Am aware that the cost of working out who can afford to pay whilst pg would outweigh any savings made. But I do think when I'm next pg I won't claim either, I'm just in no way in need of a free perscription and was slightly baffled to be even offered it.

MovingOnUpMovingOnOut · 28/01/2017 10:46

To be fair I dont know the costs involved

I stopped reading there. What a wally you are being op.

weemidden · 28/01/2017 10:52

A hip operation is a big operation, not something I would be comfortable with a family member going privately for. Anything going wrong and the patient is whisked away with blue lights to a NHS hospital where there is ITU care and access to blood transfusion. Private hospitals look shiny on the outside, but they don't have the quality of back up care that NHS hospital provides.

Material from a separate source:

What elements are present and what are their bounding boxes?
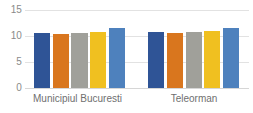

NormaSmuff · 28/01/2017 10:53

bur Rainbow and others who blame people for needing the NHS, how about sports men and women, they injure themselves with their sports. will they escape the blame?

BadKnee · 28/01/2017 10:53

Prompto - sorry - I knew after I posted that that post was ridiculous - that wasn't what I meant. I linked two separate issues.

What I was trying to say was that if you have, for example, back pain. It is constant, it affects your mobility slightly but it won't kill you. The chances are because it is not urgent it will be along time before you are treated. (I waited two years for a pain clinic appointment by the way and still have to wait for a referral for possible treatment).

Also because if you are working full time it tends to be harder for you to take time off for appointments etc.

There is no advantage to working, paying your NI, paying for your painkillers and any prescriptions.

Meanwhile there will always be someone who has priority - quite right - if their need is greater - but what if there is always someone whose need is greater?? That is the problem with the priority/ need system.

Trainspotting1984 · 28/01/2017 10:54

No. On paper we earn a lot but have high outgoings and so couldn't afford it.

BadKnee · 28/01/2017 10:57

lljkk - bang on with the ppp repayments. They were criminal.

MuteButtonisOn · 28/01/2017 11:04

Private hospitals are businesses. Their aim is to make money.